DRAMA · HISTORY
Tony Kushner
Marcus Sieff Professor of the History of Jewish/non Jewish Relations and Director of the Parkes Institute for the Study of Jewish/non-Jewish Relations at the University of Southampton in the U.K.
Abraham Lincoln wasn't the sort of man who could lose himself in a crowd.
— from Lincoln, 1905
Most acclaimed

Plays
Miller Plays: 6 is the final volume in Methuen Drama's acclaimed series of work by Arthur Miller who, during his lifetime, was acknowledged as 'the greatest American dramatist of our age' (Evening Standard). Featuring two plays from the 1990s and his final two plays (2002 and 2004), it is the first ever publication of Miller's final play, Finishing the Picture. Inspired by his experience during the filming of The Misfits with his then wife Marilyn Monroe, the play was completed and produced at the Goodman Theatre, Chicago, just months before the playwright's death in Feburary 2005. Broken Glass (1994) is set in Brooklyn in 1938 and intertwines a woman's obsession with the news from Germany that government thugs are smashing Jewish stores, with her strange relationship with her husband. Mr Peter's Connections (1998) is an unforgettable journey through one man's mind at a time of suspended consciousness, where the living and dead intermingle in his memory. Resurrection Blues is Miller's astonishing black comedy set in a South American banana republic, that satirises global politicsand the predatory nature of a media-saturated culture. The volume also features a chronology of the writer's work and an introduction by Enoch Brater, professor of English Literature at the University of Michigan.

Lincoln
1905
The phenomenal national bestseller that is "the Lincoln biography for this generation" (Arthur Schlesinger, Jr.)-now in paperback. Drawing on resources not available until recently, including Lincoln's personal papers, archives, and newspaper reports, two-time Pulitzer Prize-winning author David Herbert Donald presents a masterful account of Lincoln's rise to the presidency and the political and personal challenges he faced while in office. David Herbert Donald's Lincoln is a stunningly original portrait of Lincoln's life and presidency. Donald brilliantly depicts Lincoln's gradual ascent from humble beginnings in rural Kentucky to the ever-expanding political circles in Illinois, and finally to the presidency of a country divided by civil war. Donald goes beyond biography, illuminating the gradual development of Lincoln's character, chronicling his tremendous capacity for evolution and growth, thus illustrating what made it possible for a man so inexperienced and so unprepared for the presidency to become a great moral leader. In the most troubled of times, here was a man who led the country out of slavery and preserved a shattered Union-in short, one of the greatest presidents this country has ever seen.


Work required: Gather all lines with "GENERAL" from the records.

Data records
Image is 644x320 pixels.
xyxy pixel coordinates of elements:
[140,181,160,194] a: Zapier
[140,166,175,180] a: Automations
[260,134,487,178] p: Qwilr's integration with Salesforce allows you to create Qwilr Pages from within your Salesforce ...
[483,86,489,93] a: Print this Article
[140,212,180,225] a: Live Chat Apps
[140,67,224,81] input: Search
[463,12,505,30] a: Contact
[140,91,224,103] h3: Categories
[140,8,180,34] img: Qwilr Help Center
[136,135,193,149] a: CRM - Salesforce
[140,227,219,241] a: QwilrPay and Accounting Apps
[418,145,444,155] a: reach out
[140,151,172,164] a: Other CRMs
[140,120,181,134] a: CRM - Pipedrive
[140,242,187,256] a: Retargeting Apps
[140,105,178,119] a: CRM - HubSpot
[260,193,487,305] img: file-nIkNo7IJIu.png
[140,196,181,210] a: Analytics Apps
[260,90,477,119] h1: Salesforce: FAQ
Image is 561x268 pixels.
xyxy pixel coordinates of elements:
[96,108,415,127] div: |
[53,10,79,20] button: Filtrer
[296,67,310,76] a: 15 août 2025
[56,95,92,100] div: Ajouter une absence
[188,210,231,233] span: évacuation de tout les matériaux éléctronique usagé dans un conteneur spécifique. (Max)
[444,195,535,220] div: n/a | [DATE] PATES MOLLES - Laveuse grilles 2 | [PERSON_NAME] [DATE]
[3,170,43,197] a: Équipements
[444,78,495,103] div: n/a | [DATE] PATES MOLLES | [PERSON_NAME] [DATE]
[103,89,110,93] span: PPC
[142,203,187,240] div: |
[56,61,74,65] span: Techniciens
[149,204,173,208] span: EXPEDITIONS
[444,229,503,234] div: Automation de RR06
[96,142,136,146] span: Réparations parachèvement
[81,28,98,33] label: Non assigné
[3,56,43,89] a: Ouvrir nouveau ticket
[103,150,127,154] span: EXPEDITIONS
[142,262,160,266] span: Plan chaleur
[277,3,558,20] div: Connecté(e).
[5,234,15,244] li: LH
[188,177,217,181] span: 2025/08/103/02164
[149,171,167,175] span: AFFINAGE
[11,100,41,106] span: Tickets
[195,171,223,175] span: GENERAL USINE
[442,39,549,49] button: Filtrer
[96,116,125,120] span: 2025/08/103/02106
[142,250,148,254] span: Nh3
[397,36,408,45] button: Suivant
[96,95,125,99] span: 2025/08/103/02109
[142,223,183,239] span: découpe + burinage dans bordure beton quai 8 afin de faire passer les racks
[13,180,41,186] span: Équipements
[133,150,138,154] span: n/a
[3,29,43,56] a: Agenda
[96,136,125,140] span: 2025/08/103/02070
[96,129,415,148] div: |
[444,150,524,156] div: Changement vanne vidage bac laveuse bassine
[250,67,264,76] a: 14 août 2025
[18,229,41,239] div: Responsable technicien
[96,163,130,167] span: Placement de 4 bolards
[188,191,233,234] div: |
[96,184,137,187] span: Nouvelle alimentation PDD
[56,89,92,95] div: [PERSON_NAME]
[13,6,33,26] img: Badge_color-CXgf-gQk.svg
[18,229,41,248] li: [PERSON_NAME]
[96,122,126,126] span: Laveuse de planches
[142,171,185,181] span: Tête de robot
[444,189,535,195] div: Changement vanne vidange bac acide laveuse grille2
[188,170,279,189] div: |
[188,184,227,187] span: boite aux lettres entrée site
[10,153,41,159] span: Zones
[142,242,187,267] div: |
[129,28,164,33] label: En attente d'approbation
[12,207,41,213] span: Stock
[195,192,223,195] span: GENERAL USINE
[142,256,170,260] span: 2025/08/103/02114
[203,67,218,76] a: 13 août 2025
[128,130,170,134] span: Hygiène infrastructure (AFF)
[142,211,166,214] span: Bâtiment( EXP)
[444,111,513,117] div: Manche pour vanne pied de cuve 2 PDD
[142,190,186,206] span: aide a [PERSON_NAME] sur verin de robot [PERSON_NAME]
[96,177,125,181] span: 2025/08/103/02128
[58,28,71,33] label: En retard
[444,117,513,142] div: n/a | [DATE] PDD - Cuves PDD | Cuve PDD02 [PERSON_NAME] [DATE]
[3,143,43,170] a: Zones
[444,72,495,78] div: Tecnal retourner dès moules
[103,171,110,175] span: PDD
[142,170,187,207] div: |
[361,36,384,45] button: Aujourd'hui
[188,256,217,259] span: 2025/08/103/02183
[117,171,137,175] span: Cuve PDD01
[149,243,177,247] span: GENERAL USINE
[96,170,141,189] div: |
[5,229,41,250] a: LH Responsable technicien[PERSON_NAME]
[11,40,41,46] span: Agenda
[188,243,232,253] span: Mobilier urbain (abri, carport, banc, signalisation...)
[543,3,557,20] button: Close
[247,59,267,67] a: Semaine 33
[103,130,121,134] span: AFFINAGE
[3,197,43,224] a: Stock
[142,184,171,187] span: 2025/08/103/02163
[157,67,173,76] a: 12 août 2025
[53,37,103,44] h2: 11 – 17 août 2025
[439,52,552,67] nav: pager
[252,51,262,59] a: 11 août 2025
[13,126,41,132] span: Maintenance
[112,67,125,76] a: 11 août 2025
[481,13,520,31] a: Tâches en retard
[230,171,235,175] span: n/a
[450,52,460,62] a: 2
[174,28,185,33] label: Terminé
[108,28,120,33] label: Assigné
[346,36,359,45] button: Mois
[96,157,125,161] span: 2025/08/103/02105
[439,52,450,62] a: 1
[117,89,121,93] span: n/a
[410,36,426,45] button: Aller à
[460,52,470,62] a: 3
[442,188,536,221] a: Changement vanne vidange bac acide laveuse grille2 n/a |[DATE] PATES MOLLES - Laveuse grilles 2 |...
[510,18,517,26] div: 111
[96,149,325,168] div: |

Answer to this task:
[195,171,223,175] span: GENERAL USINE
[195,192,223,195] span: GENERAL USINE
[149,243,177,247] span: GENERAL USINE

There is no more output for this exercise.